*** Block opens ***

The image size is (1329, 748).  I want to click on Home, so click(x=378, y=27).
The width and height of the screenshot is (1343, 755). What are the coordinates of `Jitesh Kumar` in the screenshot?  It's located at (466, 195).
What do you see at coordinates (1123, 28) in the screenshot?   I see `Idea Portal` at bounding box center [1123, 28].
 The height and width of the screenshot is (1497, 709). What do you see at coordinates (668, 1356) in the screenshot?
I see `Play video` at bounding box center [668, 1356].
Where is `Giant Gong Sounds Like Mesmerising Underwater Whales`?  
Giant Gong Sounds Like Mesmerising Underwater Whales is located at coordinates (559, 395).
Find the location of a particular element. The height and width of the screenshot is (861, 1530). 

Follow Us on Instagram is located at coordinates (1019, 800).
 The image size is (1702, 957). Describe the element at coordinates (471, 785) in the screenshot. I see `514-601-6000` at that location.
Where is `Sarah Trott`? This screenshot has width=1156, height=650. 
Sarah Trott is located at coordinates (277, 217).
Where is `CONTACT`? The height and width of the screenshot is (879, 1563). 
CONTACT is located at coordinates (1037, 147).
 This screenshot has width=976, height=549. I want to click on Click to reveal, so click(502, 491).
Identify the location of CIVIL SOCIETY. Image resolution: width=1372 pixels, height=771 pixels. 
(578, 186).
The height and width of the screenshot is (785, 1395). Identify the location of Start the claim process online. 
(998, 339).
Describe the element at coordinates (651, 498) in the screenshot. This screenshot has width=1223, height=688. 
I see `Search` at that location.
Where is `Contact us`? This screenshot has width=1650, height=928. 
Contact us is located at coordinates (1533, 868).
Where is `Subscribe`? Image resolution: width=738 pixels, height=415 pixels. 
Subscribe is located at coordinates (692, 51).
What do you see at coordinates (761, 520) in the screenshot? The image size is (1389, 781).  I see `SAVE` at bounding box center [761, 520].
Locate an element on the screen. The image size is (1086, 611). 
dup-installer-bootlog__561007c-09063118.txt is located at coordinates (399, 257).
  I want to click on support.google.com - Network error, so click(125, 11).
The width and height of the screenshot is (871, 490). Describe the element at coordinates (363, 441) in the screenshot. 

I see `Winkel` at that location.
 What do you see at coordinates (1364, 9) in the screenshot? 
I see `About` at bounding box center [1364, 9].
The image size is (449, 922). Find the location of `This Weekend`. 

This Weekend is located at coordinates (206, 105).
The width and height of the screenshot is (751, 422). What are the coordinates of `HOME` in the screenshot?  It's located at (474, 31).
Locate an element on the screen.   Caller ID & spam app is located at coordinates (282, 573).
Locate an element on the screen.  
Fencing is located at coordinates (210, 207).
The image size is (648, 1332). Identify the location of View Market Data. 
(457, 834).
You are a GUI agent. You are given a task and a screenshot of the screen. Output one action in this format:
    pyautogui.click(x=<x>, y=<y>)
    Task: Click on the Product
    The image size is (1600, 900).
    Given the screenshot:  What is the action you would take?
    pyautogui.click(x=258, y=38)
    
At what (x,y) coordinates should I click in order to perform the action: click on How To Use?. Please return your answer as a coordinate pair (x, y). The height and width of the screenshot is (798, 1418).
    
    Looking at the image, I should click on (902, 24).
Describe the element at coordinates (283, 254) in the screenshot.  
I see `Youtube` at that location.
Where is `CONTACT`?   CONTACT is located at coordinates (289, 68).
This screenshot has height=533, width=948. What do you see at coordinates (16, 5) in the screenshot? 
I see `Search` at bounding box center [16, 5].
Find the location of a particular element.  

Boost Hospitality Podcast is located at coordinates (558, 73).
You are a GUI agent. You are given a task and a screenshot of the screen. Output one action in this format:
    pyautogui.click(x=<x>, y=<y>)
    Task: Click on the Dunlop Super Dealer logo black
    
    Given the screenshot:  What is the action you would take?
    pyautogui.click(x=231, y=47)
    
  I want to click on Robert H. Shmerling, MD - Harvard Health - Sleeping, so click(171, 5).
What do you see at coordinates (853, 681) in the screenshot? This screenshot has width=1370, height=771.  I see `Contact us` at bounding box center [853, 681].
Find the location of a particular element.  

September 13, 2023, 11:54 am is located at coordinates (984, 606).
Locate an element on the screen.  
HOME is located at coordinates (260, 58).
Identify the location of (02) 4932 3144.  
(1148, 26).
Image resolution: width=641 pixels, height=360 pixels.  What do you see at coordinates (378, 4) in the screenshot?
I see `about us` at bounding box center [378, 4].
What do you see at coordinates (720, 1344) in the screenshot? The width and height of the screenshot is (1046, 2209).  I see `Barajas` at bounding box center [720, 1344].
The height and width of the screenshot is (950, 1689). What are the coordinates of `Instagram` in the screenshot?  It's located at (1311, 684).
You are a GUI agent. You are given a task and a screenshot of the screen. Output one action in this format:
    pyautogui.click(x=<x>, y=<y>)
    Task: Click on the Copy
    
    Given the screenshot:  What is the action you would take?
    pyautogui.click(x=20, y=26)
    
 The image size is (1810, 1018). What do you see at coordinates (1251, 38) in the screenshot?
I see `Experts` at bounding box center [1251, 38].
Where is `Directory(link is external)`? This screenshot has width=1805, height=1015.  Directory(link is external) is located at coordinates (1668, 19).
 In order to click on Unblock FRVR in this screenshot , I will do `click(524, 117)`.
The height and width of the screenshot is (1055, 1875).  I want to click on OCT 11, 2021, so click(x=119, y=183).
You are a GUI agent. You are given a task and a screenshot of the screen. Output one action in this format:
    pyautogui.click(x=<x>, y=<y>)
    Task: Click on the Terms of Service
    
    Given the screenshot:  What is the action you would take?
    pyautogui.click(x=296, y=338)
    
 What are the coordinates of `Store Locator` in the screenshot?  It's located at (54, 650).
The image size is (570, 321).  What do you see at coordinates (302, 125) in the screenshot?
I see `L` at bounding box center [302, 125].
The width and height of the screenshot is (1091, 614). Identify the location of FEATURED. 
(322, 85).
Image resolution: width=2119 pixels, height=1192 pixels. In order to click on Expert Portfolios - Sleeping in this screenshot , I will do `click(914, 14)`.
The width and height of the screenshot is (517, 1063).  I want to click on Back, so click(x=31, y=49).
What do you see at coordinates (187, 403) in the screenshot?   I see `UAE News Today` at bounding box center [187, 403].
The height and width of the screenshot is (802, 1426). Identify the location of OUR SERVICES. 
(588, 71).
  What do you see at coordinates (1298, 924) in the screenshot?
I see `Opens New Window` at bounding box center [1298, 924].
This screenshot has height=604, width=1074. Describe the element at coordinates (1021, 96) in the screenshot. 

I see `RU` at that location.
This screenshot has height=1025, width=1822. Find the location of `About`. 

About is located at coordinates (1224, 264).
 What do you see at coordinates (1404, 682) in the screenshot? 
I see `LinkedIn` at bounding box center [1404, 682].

*** Block closes ***

## Required action
Word for word, set down all of the records above.

## Solved exercise
The image size is (1329, 748).  I want to click on Home, so click(x=378, y=27).
The width and height of the screenshot is (1343, 755). What are the coordinates of `Jitesh Kumar` in the screenshot?  It's located at (466, 195).
What do you see at coordinates (1123, 28) in the screenshot?   I see `Idea Portal` at bounding box center [1123, 28].
 The height and width of the screenshot is (1497, 709). What do you see at coordinates (668, 1356) in the screenshot?
I see `Play video` at bounding box center [668, 1356].
Where is `Giant Gong Sounds Like Mesmerising Underwater Whales`?  
Giant Gong Sounds Like Mesmerising Underwater Whales is located at coordinates (559, 395).
Find the location of a particular element. The height and width of the screenshot is (861, 1530). 

Follow Us on Instagram is located at coordinates (1019, 800).
 The image size is (1702, 957). Describe the element at coordinates (471, 785) in the screenshot. I see `514-601-6000` at that location.
Where is `Sarah Trott`? This screenshot has width=1156, height=650. 
Sarah Trott is located at coordinates (277, 217).
Where is `CONTACT`? The height and width of the screenshot is (879, 1563). 
CONTACT is located at coordinates (1037, 147).
 This screenshot has width=976, height=549. I want to click on Click to reveal, so click(502, 491).
Identify the location of CIVIL SOCIETY. Image resolution: width=1372 pixels, height=771 pixels. 
(578, 186).
The height and width of the screenshot is (785, 1395). Identify the location of Start the claim process online. 
(998, 339).
Describe the element at coordinates (651, 498) in the screenshot. This screenshot has width=1223, height=688. 
I see `Search` at that location.
Where is `Contact us`? This screenshot has width=1650, height=928. 
Contact us is located at coordinates (1533, 868).
Where is `Subscribe`? Image resolution: width=738 pixels, height=415 pixels. 
Subscribe is located at coordinates (692, 51).
What do you see at coordinates (761, 520) in the screenshot? The image size is (1389, 781).  I see `SAVE` at bounding box center [761, 520].
Locate an element on the screen. The image size is (1086, 611). 
dup-installer-bootlog__561007c-09063118.txt is located at coordinates (399, 257).
  I want to click on support.google.com - Network error, so click(125, 11).
The width and height of the screenshot is (871, 490). Describe the element at coordinates (363, 441) in the screenshot. 

I see `Winkel` at that location.
 What do you see at coordinates (1364, 9) in the screenshot? 
I see `About` at bounding box center [1364, 9].
The image size is (449, 922). Find the location of `This Weekend`. 

This Weekend is located at coordinates (206, 105).
The width and height of the screenshot is (751, 422). What are the coordinates of `HOME` in the screenshot?  It's located at (474, 31).
Locate an element on the screen.   Caller ID & spam app is located at coordinates (282, 573).
Locate an element on the screen.  
Fencing is located at coordinates (210, 207).
The image size is (648, 1332). Identify the location of View Market Data. 
(457, 834).
You are a GUI agent. You are given a task and a screenshot of the screen. Output one action in this format:
    pyautogui.click(x=<x>, y=<y>)
    Task: Click on the Product
    The image size is (1600, 900).
    Given the screenshot:  What is the action you would take?
    pyautogui.click(x=258, y=38)
    
At what (x,y) coordinates should I click in order to perform the action: click on How To Use?. Please return your answer as a coordinate pair (x, y). The height and width of the screenshot is (798, 1418).
    
    Looking at the image, I should click on (902, 24).
Describe the element at coordinates (283, 254) in the screenshot.  
I see `Youtube` at that location.
Where is `CONTACT`?   CONTACT is located at coordinates (289, 68).
This screenshot has height=533, width=948. What do you see at coordinates (16, 5) in the screenshot? 
I see `Search` at bounding box center [16, 5].
Find the location of a particular element.  

Boost Hospitality Podcast is located at coordinates (558, 73).
You are a GUI agent. You are given a task and a screenshot of the screen. Output one action in this format:
    pyautogui.click(x=<x>, y=<y>)
    Task: Click on the Dunlop Super Dealer logo black
    
    Given the screenshot:  What is the action you would take?
    pyautogui.click(x=231, y=47)
    
  I want to click on Robert H. Shmerling, MD - Harvard Health - Sleeping, so click(171, 5).
What do you see at coordinates (853, 681) in the screenshot? This screenshot has width=1370, height=771.  I see `Contact us` at bounding box center [853, 681].
Find the location of a particular element.  

September 13, 2023, 11:54 am is located at coordinates (984, 606).
Locate an element on the screen.  
HOME is located at coordinates (260, 58).
Identify the location of (02) 4932 3144.  
(1148, 26).
Image resolution: width=641 pixels, height=360 pixels.  What do you see at coordinates (378, 4) in the screenshot?
I see `about us` at bounding box center [378, 4].
What do you see at coordinates (720, 1344) in the screenshot? The width and height of the screenshot is (1046, 2209).  I see `Barajas` at bounding box center [720, 1344].
The height and width of the screenshot is (950, 1689). What are the coordinates of `Instagram` in the screenshot?  It's located at (1311, 684).
You are a GUI agent. You are given a task and a screenshot of the screen. Output one action in this format:
    pyautogui.click(x=<x>, y=<y>)
    Task: Click on the Copy
    
    Given the screenshot:  What is the action you would take?
    pyautogui.click(x=20, y=26)
    
 The image size is (1810, 1018). What do you see at coordinates (1251, 38) in the screenshot?
I see `Experts` at bounding box center [1251, 38].
Where is `Directory(link is external)`? This screenshot has width=1805, height=1015.  Directory(link is external) is located at coordinates (1668, 19).
 In order to click on Unblock FRVR in this screenshot , I will do `click(524, 117)`.
The height and width of the screenshot is (1055, 1875).  I want to click on OCT 11, 2021, so click(x=119, y=183).
You are a GUI agent. You are given a task and a screenshot of the screen. Output one action in this format:
    pyautogui.click(x=<x>, y=<y>)
    Task: Click on the Terms of Service
    
    Given the screenshot:  What is the action you would take?
    pyautogui.click(x=296, y=338)
    
 What are the coordinates of `Store Locator` in the screenshot?  It's located at (54, 650).
The image size is (570, 321).  What do you see at coordinates (302, 125) in the screenshot?
I see `L` at bounding box center [302, 125].
The width and height of the screenshot is (1091, 614). Identify the location of FEATURED. 
(322, 85).
Image resolution: width=2119 pixels, height=1192 pixels. In order to click on Expert Portfolios - Sleeping in this screenshot , I will do `click(914, 14)`.
The width and height of the screenshot is (517, 1063).  I want to click on Back, so click(x=31, y=49).
What do you see at coordinates (187, 403) in the screenshot?   I see `UAE News Today` at bounding box center [187, 403].
The height and width of the screenshot is (802, 1426). Identify the location of OUR SERVICES. 
(588, 71).
  What do you see at coordinates (1298, 924) in the screenshot?
I see `Opens New Window` at bounding box center [1298, 924].
This screenshot has height=604, width=1074. Describe the element at coordinates (1021, 96) in the screenshot. 

I see `RU` at that location.
This screenshot has height=1025, width=1822. Find the location of `About`. 

About is located at coordinates (1224, 264).
 What do you see at coordinates (1404, 682) in the screenshot? 
I see `LinkedIn` at bounding box center [1404, 682].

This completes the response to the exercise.